HRW warns Houthi landmines are killing civilians
A report released by Human Rights Watch said Houthis landmines have causes deaths and serious injuries to civilians
Landmines used by forces loyal to the Houthi movement in Yemen's southwestern city of Taiz have caused civilian deaths and fatal injuries, a Human Rights Watch report said on Thursday, releasing new evidence of the militias’ use of the banned antipersonnel mines.
At least 11 civilians, including seven children, were killed by an antivehicle mine in al-Waziyah neighborhood - a western part of Taiz last month - a local activist told Human Rights Watch.
“Houthi and allied forces are showing cold-hearted cruelty toward civilians by using landmines,” said Steve Goose, arms director at Human Rights Watch. “Yemen’s warring parties should immediately stop laying mines, destroy mines in their possession and ensure that demining teams can work unimpeded so that families can safely return home.”
Yemeni mine clearance officials and medical professionals, revealed that antipersonnel and anti-vehicle mines have resulted in the deaths of at least 18 people and wounded more than 39 in Taiz – Yemen’s third largest city - between May 2015 and April 2016, according to Taiz-based group Against Mines National Organization. Media reports also provide collaborative evidence regarding these deadly incidents.
Deaths, disabilities
The human rights group documented that landmines in Taiz have killed five children and have caused permanent disabilities to four, and wounded 13 others. All but one of the 18 deaths that were documented were caused by antivehicle mines, while nine of 11 permanent injuries were a result of antipersonnel mines.
However, the report stated that the total figure of landmine victims in Taiz were not known and that the actual number of mine victims in Yemen may be much higher.
Yemenis clearing mines in Taiz and medical professionals said that landmines have caused dozens of civilian casualties since March.
Dr. Suhail al-Dabhani, General director at Taiz’s al-Rawda Hospital, told Human Rights Watch in June, that since late April, the hospital had treated 50 people – 30 men, eight women, and 12 children – who had one or more limbs amputated and who he believed had been wounded by landmines.
Essam al-Bathra, who leads a volunteer group at a Taiz rehabilitation center that assists people with prosthetic limbs, said the center has recieved at least 29 cases of landmine-related injuries since it reopened in May. The center was closed for nearly a year due to months of fighting between Houthi militias and Popular Resistance officers in the city.
Clearing operations
Parts of Taiz have been besieged by Iran-backed Houthis and allied forces loyal to former president Saleh since that start of the war in 2015. Demining teams who entered these areas soon after Houthi and allied forces withdrew have since cleared and destroyed mines from areas that were not known to have been mined before the conflict.
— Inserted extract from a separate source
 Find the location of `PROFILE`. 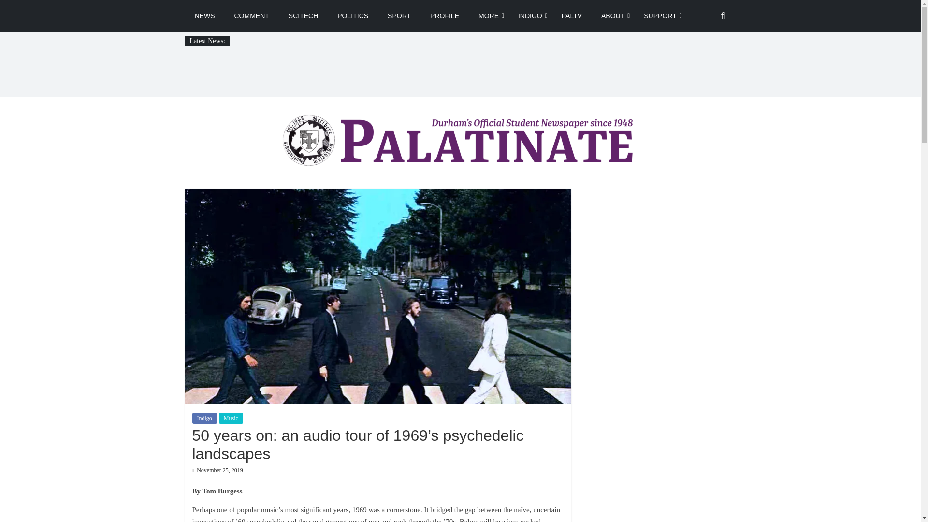

PROFILE is located at coordinates (444, 15).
Officials at the Ministry of Human Rights in Sanaa, controlled by the Houthis and Saleh’s General People’s Congress party, denied alligations of Houthis and allied forces use of antipersonnel mines to Human Rights Watch in late July.
According to Human Rights Watch an official with the office of the Supreme Revolutionary Committee said in early August that Houthi forces did not plant antipersonnel mines in the city of Taiz, but acknowledged Houthi use of antivehicle mines - yet stated that the use was “in military areas” only.
Yemen endorsed the 1997 Mine Ban Treaty on September 1998 – committing to ban the use of antipersonnel mines, and had reported to the UN in April 2002 that all stockpiles of antipersonnel mines were destroyed.
Last year, during an investigation by Human Rights Watch, mine clearance personnel found at least two types of antipersonnel mines that were produced in the 1980s - PPM-2 mines manufactured in the former East Germany and GYATA-64 mines made in Hungary – that were not listed among the four types of antipersonnel mines that Yemen had reported in its stockpile in the past, including for training mine clearance personnel.
Both the mine types that were found have been used elsewhere in Yemen in recent years, the report said, stating that evidence of the use of the antipersonnel mines in 2015 suggested that either Yemen’s report to the UN to declare the completion of destroying its stockpile in 2002 was incorrect or the mines were acquired from another source after 2002.
However, both Germany and Hungary signed the Mine Ban Treaty in December 1997, committing to end production and transfers of antipersonnel mines.